Starlight #3 Review (Mark Millar, Goran Parlov)


What’s the appeal of Starlight? An elderly Buck Rogers-type goes back to the alien world he once liberated as a young man only to find it enslaved by another alien race and he’s got to do it all over again – am I the only one who finds that storyline idea really bland and uninspired?

In Starlight #3, Duke McQueen’s returned to the alien world and immediately starts fighting the oppressors. He kills a load of them before he gets arrested and thrown in an alien cell, shortly to be executed on live TV. Cut to a bar scene where we meet a female Han Solo-type who decides she’s gonna bust him out, and that’s it. 

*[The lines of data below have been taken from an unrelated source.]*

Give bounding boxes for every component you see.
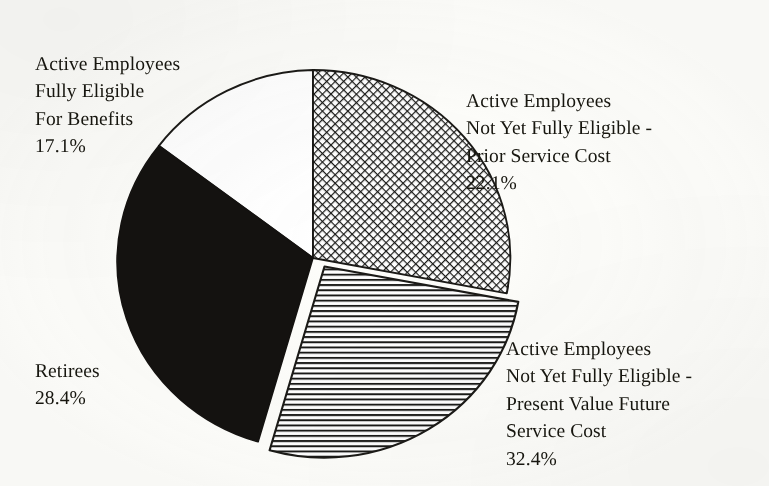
pie-label-present-value-future-service-cost: Active Employees Not Yet Fully Eligible … bbox=[506, 308, 769, 486]
pie-label-prior-service-cost-percent: 22.1% bbox=[466, 170, 766, 198]
pie-label-fully-eligible-text: Active Employees Fully Eligible For Bene… bbox=[35, 54, 180, 130]
pie-label-retirees: Retirees28.4% bbox=[35, 330, 215, 440]
pie-label-fully-eligible: Active Employees Fully Eligible For Bene… bbox=[35, 23, 275, 188]
pie-chart-figure: Active Employees Fully Eligible For Bene… bbox=[0, 0, 769, 486]
pie-label-retirees-percent: 28.4% bbox=[35, 385, 215, 413]
pie-label-prior-service-cost-text: Active Employees Not Yet Fully Eligible … bbox=[466, 91, 652, 167]
pie-label-prior-service-cost: Active Employees Not Yet Fully Eligible … bbox=[466, 60, 766, 225]
pie-label-present-value-future-service-cost-percent: 32.4% bbox=[506, 446, 769, 474]
pie-label-retirees-text: Retirees bbox=[35, 361, 100, 382]
pie-label-fully-eligible-percent: 17.1% bbox=[35, 133, 275, 161]
pie-slice-present-value-future-service-cost bbox=[270, 267, 519, 458]
pie-label-present-value-future-service-cost-text: Active Employees Not Yet Fully Eligible … bbox=[506, 339, 692, 443]
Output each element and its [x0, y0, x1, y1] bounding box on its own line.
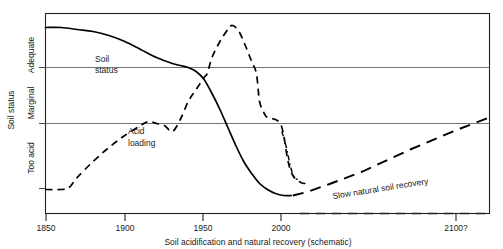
chart-background — [0, 0, 503, 249]
soil-acidification-chart: Adequate Marginal Too acid Soil status 1… — [0, 0, 503, 249]
ylabel-adequate: Adequate — [26, 37, 36, 74]
ylabel-marginal: Marginal — [26, 87, 36, 120]
annotation-soil-status-line1: Soil — [95, 54, 109, 64]
annotation-acid-loading-line1: Acid — [128, 126, 145, 136]
xlabel-2100: 2100? — [444, 223, 468, 233]
x-axis-title: Soil acidification and natural recovery … — [164, 237, 351, 247]
annotation-soil-status-line2: status — [95, 65, 118, 75]
chart-figure: Adequate Marginal Too acid Soil status 1… — [0, 0, 503, 249]
ylabel-too-acid: Too acid — [26, 142, 36, 174]
xlabel-1900: 1900 — [116, 223, 135, 233]
xlabel-1950: 1950 — [194, 223, 213, 233]
annotation-acid-loading-line2: loading — [128, 138, 156, 148]
xlabel-2000: 2000 — [272, 223, 291, 233]
xlabel-1850: 1850 — [37, 223, 56, 233]
y-axis-title: Soil status — [6, 90, 16, 129]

Mark Millar’s writing in Starlight is fine but contains none of the brilliance of his best books. Here it’s serviceable at best and when he attempts a joke with the alien hipster dressed as Fonzie, it falls flat. I will say this about Millar though: he understands comics are collaborative and knows when to step back and let the artist tell the story. Goran Parlov’s action scenes are great with just the art – any dialogue thrown in would’ve been redundant and clumsy, so having them silent was a great choice by Millar.

And that’s Starlight #3 – a very unremarkable comic in a very unremarkable series. That’s also the feeling I’ve had after reading each issue: that’s it? Yup. That’s it.